Immediately after Democrats won the 2012 election last November the biggest story in politics became, What will Republicans do next?
Then despite the fact that the campaign was fixed around fiscal and economic policy issues — and more broadly the question of how the government should allocate resources for middle class taxpayers and senior citizens — It became apparent pretty quickly that Republicans believed they could regroup without revisiting the consensus on the right that the relationship between citizens and the government needs a radical overhaul.
Instead their basic strategy has been to adopt moderate views on other issues. To draw enough minority and single women voters into the party at the margin to become nationally viable again without abandoning certain precepts: low marginal tax rates for the wealthy and big corporations, reduced benefits for middle class workers, dramatically reduced benefits for the poor, and privatization of public services.
That was the basic trade off we identified, and we’ve been monitoring it closely for the past few months because it’s essentially a surface-level manifestation of, again, the biggest story in politics.

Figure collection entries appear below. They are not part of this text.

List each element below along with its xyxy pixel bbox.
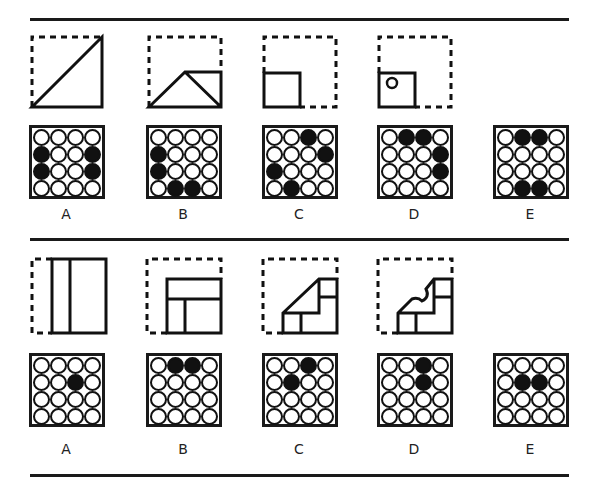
empty-dot bbox=[497, 129, 514, 146]
empty-dot bbox=[201, 163, 218, 180]
empty-dot bbox=[50, 180, 67, 197]
empty-dot bbox=[33, 180, 50, 197]
filled-dot bbox=[531, 180, 548, 197]
puzzle1-figure-4 bbox=[375, 33, 457, 113]
empty-dot bbox=[398, 374, 415, 391]
empty-dot bbox=[184, 163, 201, 180]
puzzle1-option-label: B bbox=[146, 206, 220, 222]
empty-dot bbox=[300, 163, 317, 180]
filled-dot bbox=[84, 146, 101, 163]
empty-dot bbox=[33, 374, 50, 391]
empty-dot bbox=[84, 129, 101, 146]
empty-dot bbox=[398, 146, 415, 163]
empty-dot bbox=[398, 391, 415, 408]
empty-dot bbox=[84, 180, 101, 197]
puzzle2-option-label: D bbox=[377, 441, 451, 457]
empty-dot bbox=[84, 374, 101, 391]
empty-dot bbox=[531, 357, 548, 374]
empty-dot bbox=[548, 146, 565, 163]
empty-dot bbox=[381, 374, 398, 391]
empty-dot bbox=[150, 391, 167, 408]
empty-dot bbox=[531, 408, 548, 425]
puzzle1-option-d-grid bbox=[377, 125, 453, 199]
puzzle2-option-e-grid bbox=[493, 353, 569, 427]
empty-dot bbox=[283, 129, 300, 146]
empty-dot bbox=[150, 408, 167, 425]
filled-dot bbox=[84, 163, 101, 180]
filled-dot bbox=[514, 129, 531, 146]
empty-dot bbox=[67, 391, 84, 408]
empty-dot bbox=[167, 146, 184, 163]
empty-dot bbox=[84, 391, 101, 408]
empty-dot bbox=[150, 129, 167, 146]
filled-dot bbox=[531, 129, 548, 146]
empty-dot bbox=[317, 163, 334, 180]
empty-dot bbox=[67, 146, 84, 163]
filled-dot bbox=[531, 374, 548, 391]
puzzle1-option-label: A bbox=[29, 206, 103, 222]
puzzle1-figure-2 bbox=[145, 33, 227, 113]
empty-dot bbox=[432, 357, 449, 374]
empty-dot bbox=[531, 146, 548, 163]
empty-dot bbox=[514, 391, 531, 408]
empty-dot bbox=[432, 180, 449, 197]
filled-dot bbox=[283, 374, 300, 391]
empty-dot bbox=[201, 180, 218, 197]
empty-dot bbox=[167, 163, 184, 180]
empty-dot bbox=[67, 129, 84, 146]
empty-dot bbox=[33, 391, 50, 408]
puzzle2-option-label: E bbox=[493, 441, 567, 457]
empty-dot bbox=[548, 129, 565, 146]
filled-dot bbox=[415, 357, 432, 374]
empty-dot bbox=[283, 146, 300, 163]
empty-dot bbox=[514, 163, 531, 180]
empty-dot bbox=[150, 357, 167, 374]
empty-dot bbox=[266, 391, 283, 408]
empty-dot bbox=[497, 357, 514, 374]
empty-dot bbox=[531, 391, 548, 408]
puzzle2-figure-2 bbox=[143, 255, 225, 339]
filled-dot bbox=[283, 180, 300, 197]
empty-dot bbox=[415, 180, 432, 197]
empty-dot bbox=[381, 163, 398, 180]
empty-dot bbox=[497, 391, 514, 408]
empty-dot bbox=[317, 129, 334, 146]
puzzle1-option-label: E bbox=[493, 206, 567, 222]
empty-dot bbox=[381, 357, 398, 374]
empty-dot bbox=[497, 146, 514, 163]
puzzle2-option-a-grid bbox=[29, 353, 105, 427]
empty-dot bbox=[300, 408, 317, 425]
filled-dot bbox=[33, 163, 50, 180]
filled-dot bbox=[67, 374, 84, 391]
empty-dot bbox=[317, 374, 334, 391]
empty-dot bbox=[184, 146, 201, 163]
filled-dot bbox=[167, 180, 184, 197]
puzzle1-option-b-grid bbox=[146, 125, 222, 199]
empty-dot bbox=[514, 146, 531, 163]
empty-dot bbox=[266, 146, 283, 163]
filled-dot bbox=[415, 129, 432, 146]
puzzle2-option-label: B bbox=[146, 441, 220, 457]
empty-dot bbox=[67, 180, 84, 197]
empty-dot bbox=[33, 129, 50, 146]
empty-dot bbox=[398, 357, 415, 374]
empty-dot bbox=[300, 180, 317, 197]
empty-dot bbox=[266, 357, 283, 374]
empty-dot bbox=[300, 374, 317, 391]
empty-dot bbox=[497, 163, 514, 180]
empty-dot bbox=[415, 146, 432, 163]
empty-dot bbox=[201, 146, 218, 163]
empty-dot bbox=[283, 357, 300, 374]
puzzle2-figure-1 bbox=[28, 255, 110, 339]
puzzle1-option-c-grid bbox=[262, 125, 338, 199]
filled-dot bbox=[317, 146, 334, 163]
empty-dot bbox=[167, 129, 184, 146]
puzzle1-figure-1 bbox=[28, 33, 110, 113]
puzzle2-option-b-grid bbox=[146, 353, 222, 427]
empty-dot bbox=[497, 408, 514, 425]
empty-dot bbox=[266, 374, 283, 391]
empty-dot bbox=[300, 391, 317, 408]
filled-dot bbox=[514, 374, 531, 391]
empty-dot bbox=[201, 129, 218, 146]
empty-dot bbox=[33, 357, 50, 374]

What’s the GOP gonna do?
But in case there’s any doubt about the nature of the tradeoff itself, the new House Republican budget should put it to rest.
The key fact about this GOP budget is that the differences between it and the last GOP budget — and to a lesser extent between it and the Romney/Ryan plan — are so trivial they’re hardly worth belaboring.

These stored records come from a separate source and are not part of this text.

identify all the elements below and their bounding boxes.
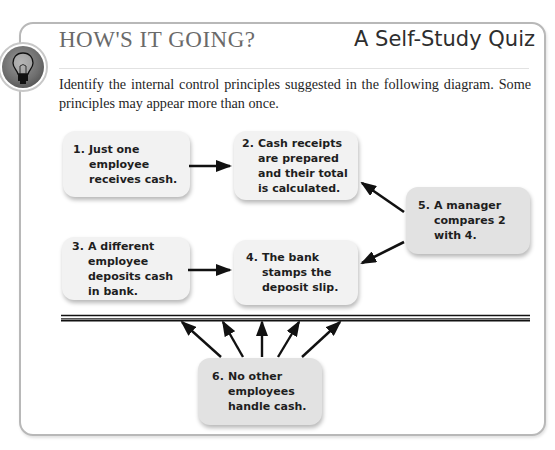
diagram-box-2: 2. Cash receipts are prepared and their … (234, 131, 358, 200)
box-text: A manager compares 2 with 4. (434, 198, 530, 243)
diagram-box-3: 3. A different employee deposits cash in… (62, 237, 190, 300)
box-number: 3. (72, 239, 88, 254)
box-number: 1. (73, 142, 89, 157)
diagram-box-6: 6. No other employees handle cash. (198, 358, 322, 425)
box-number: 6. (212, 369, 228, 384)
box-number: 4. (246, 250, 262, 265)
diagram-box-1: 1. Just one employee receives cash. (63, 131, 190, 197)
diagram-box-4: 4. The bank stamps the deposit slip. (234, 240, 358, 305)
box-text: Just one employee receives cash. (89, 142, 184, 187)
page-title: HOW'S IT GOING? (59, 27, 255, 53)
instructions-text: Identify the internal control principles… (59, 75, 531, 113)
diagram-box-5: 5. A manager compares 2 with 4. (406, 187, 530, 254)
quiz-subtitle: A Self-Study Quiz (354, 27, 535, 51)
box-number: 2. (242, 136, 258, 151)
box-number: 5. (418, 198, 434, 213)
box-text: A different employee deposits cash in ba… (88, 239, 188, 299)
lightbulb-icon (2, 46, 44, 88)
box-text: The bank stamps the deposit slip. (262, 250, 354, 295)
box-text: No other employees handle cash. (228, 369, 320, 414)
box-text: Cash receipts are prepared and their tot… (258, 136, 358, 196)
header-divider (59, 68, 529, 69)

Like his previous budgets, Paul Ryan’s new budget pockets Affordable Care Act savings and revenue as well as revenue from the fiscal cliff tax deal and nominally devotes them to deficit reduction.
However, as in previous budgets, he proposes scrapping the existing progressive income tax rate structure in favor of a system with two-brackets, without identifying how he’d broaden the revenue base. Specifically, he drops the top marginal rate dramatically from 39.6 percent to 25 percent, which is a huge boon to people with high incomes, but pretty meaningless if you’re in the middle class.
As in previous budgets, he doesn’t identify which tax expenditures he’d limit or eliminate to make his overall tax reforms revenue neutral, but as we learned during the presidential campaign, we know this likely means a middle-income tax increase.
As in previous budgets he calls for turning Medicare into a voucher program, but only after 10 years, so that current seniors — who of course are overwhelmingly Republican but overwhelmingly support Medicare as it is — are held harmless
As in previous budgets he repeals the rest of the Affordable Care Act.
As in previous budgets he calls for cutting Medicaid spending by an enormous amount and turning it into a block grant program to be administered by the states.
As in previous budgets he proposes huge but unidentified cuts to other domestic programs, which by and large benefit the poor and middle class.
The savings from these cuts would be used in part to turn off sequestration for defense spending only. The rest would be used to balance the budget.
That’s why I called it new budget, same as the old budget. Today’s a day for congressional reporters in Washington to dust off the stories they wrote last March, plug in a few updated numbers and treat it as a big news event.
But really the news is that there’s nothing new here. The budget was the GOP’s big opportunity to tell the public what they plan to change, and what they’ve come back with is: hardly anything.
Now it’s true that most GOP leaders no longer labor under the misapprehension that any of this will become law in the near future. In a real way the whole thing is a sop to rank and file conservatives who haven’t come to grips with that reality. And if Republicans think they can mollify the right with a platonic version of the Ryan budget and then pivot quickly to other issues and avoid becoming defined once again by the values that budget lays out, they’re free to try.
But I think this is all much more likely to reinforce bad habits than satisfy conservatives and allow the national party to turn to other issues. There’s a very short line connecting the Republican budget and the view that half the people in the country are takers, lulled into complacency by liberal safety net policies. If the GOP rank and file feels it needs to pass a budget like this to satisfy its ideological cravings, then it’s a safe bet that attacks on “the 47 percent” and similar faux pas will return in coming campaigns.
I may be wrong, but I don’t think cosponsoring a comprehensive immigration reform bill will do much of anything to repair the damage the GOP continues to do to itself by not shaking that habit.